The benefits of this dominance are real. Your accountant almost certainly knows QuickBooks. When you hire a bookkeeper, they’ll be familiar with the platform. Finding help, tutorials, and community support is effortless. This network effect creates genuine value that shouldn’t be dismissed.
However, Intuit appears to be exploiting this market position. The 2025 price increases (10-20% annually, with some users seeing 300-400% increases over three years) combined with strong financial performance (20% increase in operating income) suggest the company is prioritizing profit extraction over customer value. The FTC has previously investigated Intuit for anti-competitive practices, and current pricing behavior validates those concerns.
The AI Investment Question
Intuit justifies price increases by pointing to AI innovation through Intuit Assist. The AI features are genuinely useful: automated transaction categorization, intelligent cash flow forecasting, and smart invoice generation can save meaningful time. However, the question remains whether these incremental improvements justify 10-20% annual price increases when the company’s profitability is already soaring.
From a strategic perspective, these AI features appear to be designed not just to improve the product but also to further entrench QuickBooks’ position by making it harder to switch to competitors. The more your business processes are automated within QuickBooks’ AI ecosystem, the more painful migration becomes.
The Desktop to Online Transition
The forced migration from Desktop to Online represents a significant controversy. Desktop users frequently note that the Online version lacks features they depend on, offers less customization, and experiences more frequent outages. Yet Intuit is methodically discontinuing Desktop versions (Desktop 2022 ended support in May 2025), leaving users with three options: migrate to a less capable Online version, pay significantly more for Enterprise, or switch to a competitor.
This strategy appears purely profit-driven. Cloud subscriptions generate more predictable recurring revenue and reduce support costs compared to perpetual Desktop licenses. While there are legitimate benefits to cloud-based accounting (accessibility, automatic backups, collaboration), the transition feels forced rather than customer-centric.

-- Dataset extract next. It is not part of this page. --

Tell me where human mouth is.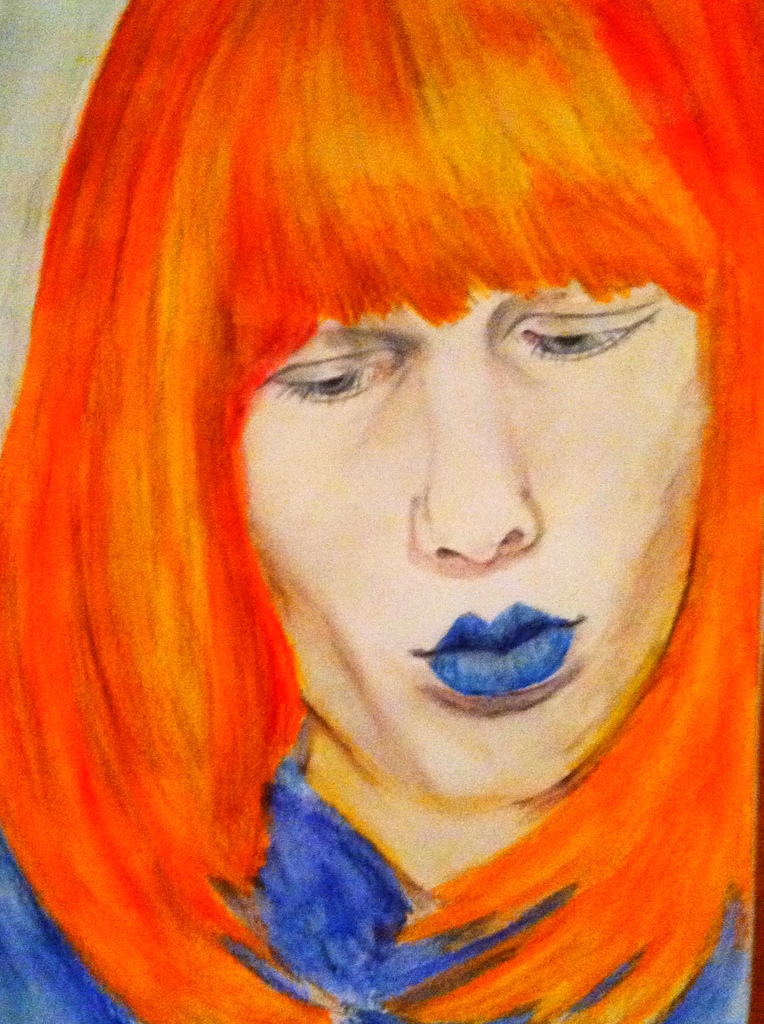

Who Should Use QuickBooks?
QuickBooks makes sense if you:
- Work with an accountant or bookkeeper who uses QuickBooks (switching costs may exceed the pricing premium)
- Run a service-based business without complex inventory needs
- Have predictable, stable cash flow that can absorb annual price increases
- Value the extensive third-party integration ecosystem
Consider alternatives if you:
- Are price-sensitive or operate on tight margins (alternatives like Xero, Wave, or Zoho Books offer competitive pricing)
- Need robust inventory management (consider NetSuite or industry-specific ERP solutions)
- Are starting fresh without an existing QuickBooks history (switching is easier before you’re entrenched)
- Require more than 25 concurrent users
Quick Comparison: QuickBooks vs Competitors
| Feature | QuickBooks | Xero | FreshBooks |
|---|---|---|---|
| Starting Price | $38/mo | $25/mo | $21/mo |
| Market Share | 85% | ~10% | ~3% |
| User Limit | 25 max | Unlimited | Unlimited |
| Ease of Use | ⭐⭐⭐ | ⭐⭐⭐⭐⭐ | ⭐⭐⭐⭐⭐ |
| Features | ⭐⭐⭐⭐⭐ | ⭐⭐⭐⭐ | ⭐⭐⭐ |
| Accountant Preference | ⭐⭐⭐⭐⭐ | ⭐⭐⭐⭐ | ⭐⭐⭐ |
| Price Increases | Aggressive | Moderate | Stable |
The Bottom Line
QuickBooks Online is powerful, comprehensive, and industry-standard—but it’s also expensive, increasingly costly, and backed by a company that appears to be prioritizing profit over customer value. The software itself is good; the business practices are concerning.
For businesses already using QuickBooks with established workflows and accountant relationships, the switching costs likely outweigh the pricing frustrations. But for new businesses, the decision isn’t as clear-cut as it once was. The competitive landscape has improved significantly, and alternatives deserve serious consideration.
Next Steps
Ready to decide if QuickBooks is right for you?
Try it yourself:
- Start the 30-day free trial (no credit card required)
- Connect your bank and import 3 months of transactions
- Send 5 test invoices and generate a P&L report
- Compare with alternatives using my guides:
• QuickBooks vs Xero comparison
• QuickBooks vs FreshBooks comparison
• Free vs Paid accounting software guide
Make your decision based on:
✅ Which interface feels most natural to YOU
✅ Which saves you the most time weekly
✅ Whether features justify the price
The right accounting software is the one you’ll actually use consistently.
My recommendation: If you’re already in the QuickBooks ecosystem, stay unless the cost becomes prohibitive. If you’re choosing new accounting software in 2026, explore alternatives like Xero or FreshBooks before defaulting to QuickBooks. The name recognition and market share don’t automatically make it the right choice anymore.
QuickBooks Online is still a leading accounting platform thanks to its robust features, strong integrations, and widespread accountant adoption, but rising costs and forced product changes have weakened its appeal. Owned by Intuit, the software offers useful AI automation and scalability, yet frequent price hikes and support concerns mean it’s no longer an automatic choice, especially for new or budget-conscious businesses.